Why International Amazon Clicks Earn You Nothing
Half your audience may be abroad, clicking links that pay you nothing. Here is how Amazon's regional programs work and how to capture those lost sales.
A click from outside your country on a plain amazon.com link usually earns you nothing, even when the visitor buys something. Amazon runs a separate affiliate program for each marketplace, and a tag from one country is not recognized in another. So when a reader in the UK, Canada or Germany clicks your US link, they often land on a store where your tag does not apply, and the commission quietly disappears.
For most affiliate sites this is not a rounding error. A large share of traffic is international, which means a real slice of the sales you helped create pays you nothing. Here is how Amazon’s regional system actually works, why it costs you money by default, and how to route every click to the store that pays.
Amazon’s Programs Are Separate by Country
Amazon Associates is not one global program. Each marketplace, amazon.com, amazon.co.uk, amazon.de, amazon.ca and the rest, has its own affiliate program, its own approval, and its own tracking tag. Your US tag belongs to the US program and is meaningless on any other store.
That design matters the moment your audience crosses a border. A link with a single US tag only earns when the buyer checks out on the US store with that tag attached. Every other combination, a foreign visitor, a foreign store, or a missing regional tag, breaks the chain that credits the sale to you.
What Happens When a Foreign Visitor Clicks
Picture a reader in London who clicks your amazon.com link. One of two things usually happens, and neither pays you. They either land on the US store, where they are unlikely to complete a purchase because of shipping and pricing, or Amazon nudges them toward amazon.co.uk, where your US tag does not work.
In both cases the visitor may still buy. They just buy without crediting you, because the tag that reached the checkout was either absent or invalid for that marketplace. You did the work of recommending the product and sending the click, and the commission goes unclaimed.
Why This Quietly Costs You the Most
The reason this leak is so common is that it is invisible in the place people look. Your content performs, your click numbers look healthy, and nothing in the post signals a problem. The loss only shows up if you compare where clicks come from against where commissions are earned.
When you finally line those up, the picture is often stark. A site can send tens of thousands of international clicks a year into links that cannot pay, all while the owner assumes everything is working because the US numbers look fine. The fix is not more traffic; it is capturing the traffic you already have.
How Geo-Localization Solves It
The solution has two parts. First, you need an affiliate tag for each Amazon program your audience actually uses. Second, every click needs to be routed to the visitor’s local store with the correct tag for that store attached. Do both, and a London reader lands on amazon.co.uk under your UK tag, ready to earn.
Doing this by hand for every link and every country is not realistic. This is where automation matters. DevDome Affiliate Manager detects each visitor’s country at click time and sends them to their local storefront with your tag for that region, across 21 Amazon countries. You configure your tags once, and every link on the site starts routing correctly, including ones you wrote years ago.

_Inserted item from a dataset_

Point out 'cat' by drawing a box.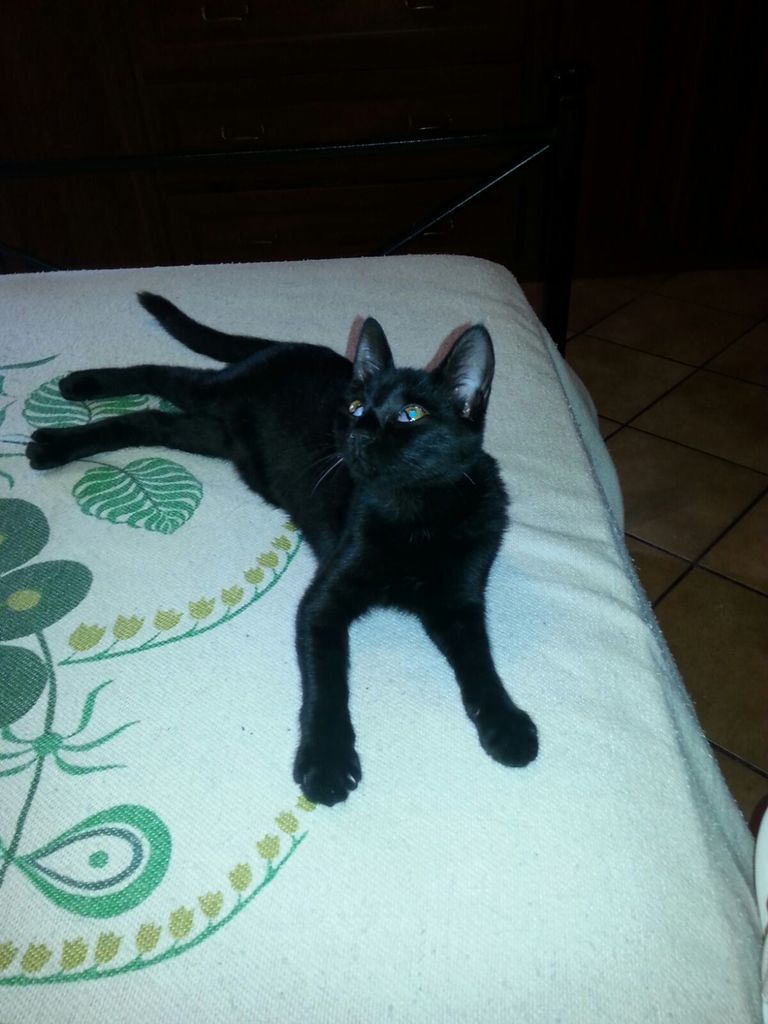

Amazon OneLink vs a Plugin
Amazon offers its own option, OneLink, which redirects international visitors and applies your regional tag. It works for many publishers and is worth knowing about. Its limits tend to show up in setup flexibility and reporting depth, and it only handles the storefronts you have connected through Amazon’s flow.
A plugin approach gives you more direct control: which stores to target, how the redirect behaves, and click stats per tag in your own dashboard. It also sits alongside the rest of your link management, so tagging, geo-routing and health monitoring are handled in one place rather than spread across separate tools. Whichever route you choose, the non-negotiable part is that overseas clicks must reach a store where your tag is valid.

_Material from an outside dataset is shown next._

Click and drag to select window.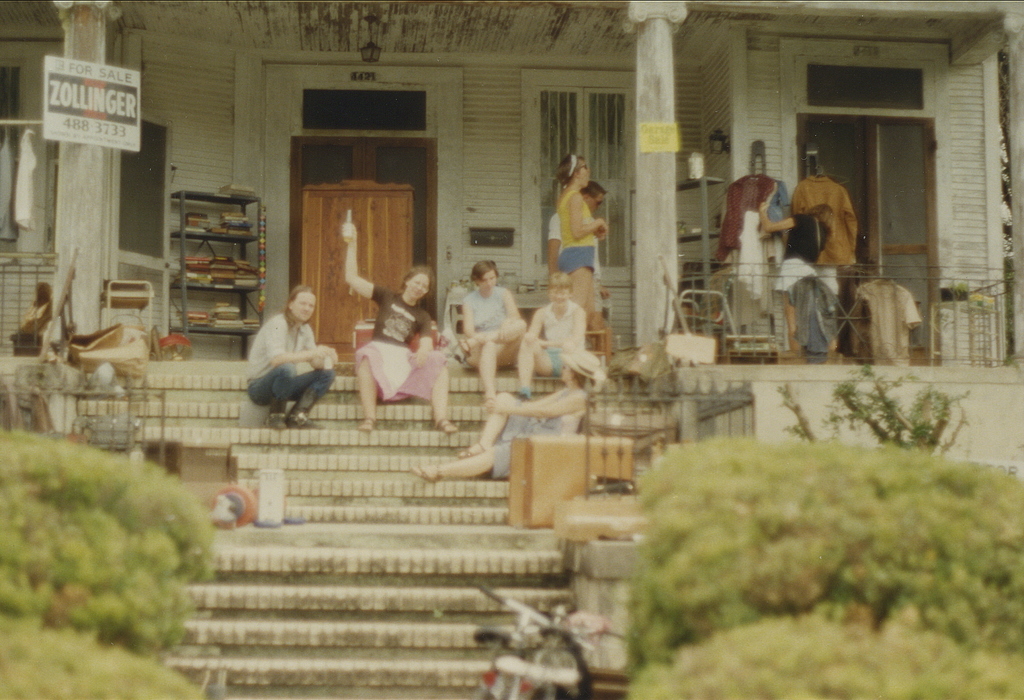
Selection: 527, 67, 646, 284.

Start With Your Biggest Markets
You do not need to join every Amazon program on day one. Open your analytics, look at the country breakdown of your clicks, and start with the overseas markets that send the most traffic. Sign up for those affiliate programs, add their tags, and route those visitors to the matching store first.

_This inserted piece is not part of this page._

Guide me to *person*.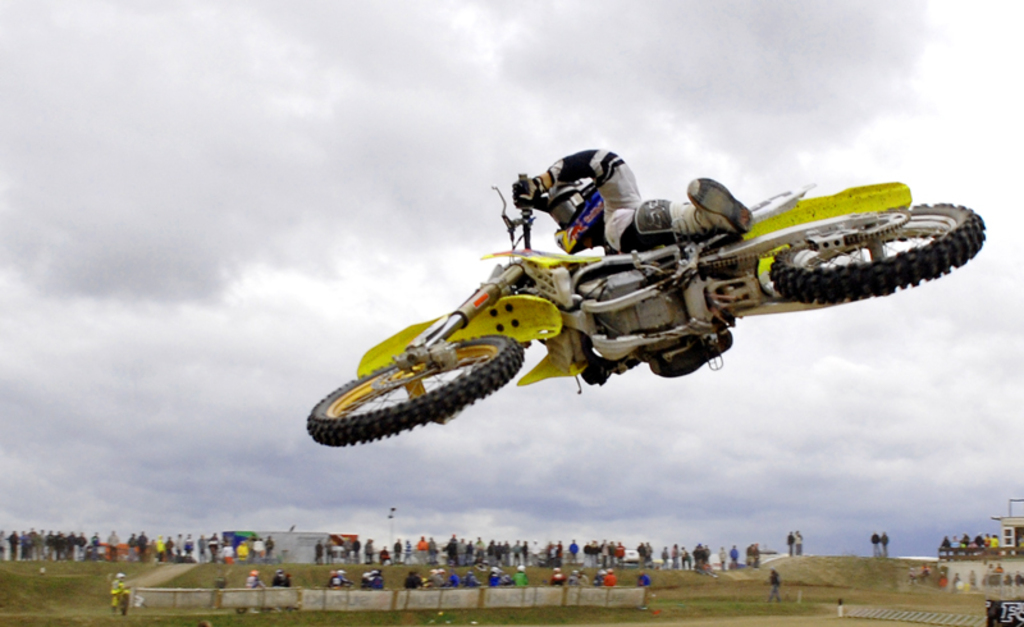
Guidance: <box>513,145,751,386</box>.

From there it becomes a simple loop: watch where demand shows up, add the store, capture the clicks. Every market you localize turns a stream of unpaid clicks into commissions you were already earning in everything but name. The traffic is yours already, so the fastest revenue win is making sure it lands somewhere that pays.
Key takeaways
- Amazon's affiliate programs are separate per country, each with its own tag and commissions.
- A visitor from the UK clicking a plain amazon.com link rarely earns you anything.
- You need a tag for each storefront, then traffic routed to the visitor's local Amazon.
- Geo-localization sends each click to the right store with the right tag automatically.
- Without it, every overseas click is a sale you helped make but never got paid for.
Frequently asked questions
Does a US affiliate tag work on amazon.co.uk?
No. Each Amazon marketplace runs its own affiliate program with its own tags. A US tag is not recognized on the UK store, so a UK shopper who buys there earns you nothing unless you have a UK tag and the click is routed to amazon.co.uk.
What is Amazon OneLink?
OneLink is Amazon's own tool that redirects international visitors to their local store and applies your tag for that region, if you have one. It works for many sites but can be limited in setup and reporting, which is why some publishers use a plugin that handles geo-routing with clearer per-store control.
How do I know how many clicks come from abroad?
Check the country breakdown in your analytics. Many affiliate sites are surprised to find 30 to 60 percent of clicks come from outside their home country, all of which earn nothing on a single-store link.
Do I need to sign up for every Amazon country?
You only need the programs that match where your traffic actually comes from. Start with your biggest overseas countries, add their tags, and route those visitors to the matching store. You can expand later as the data shows where the demand is.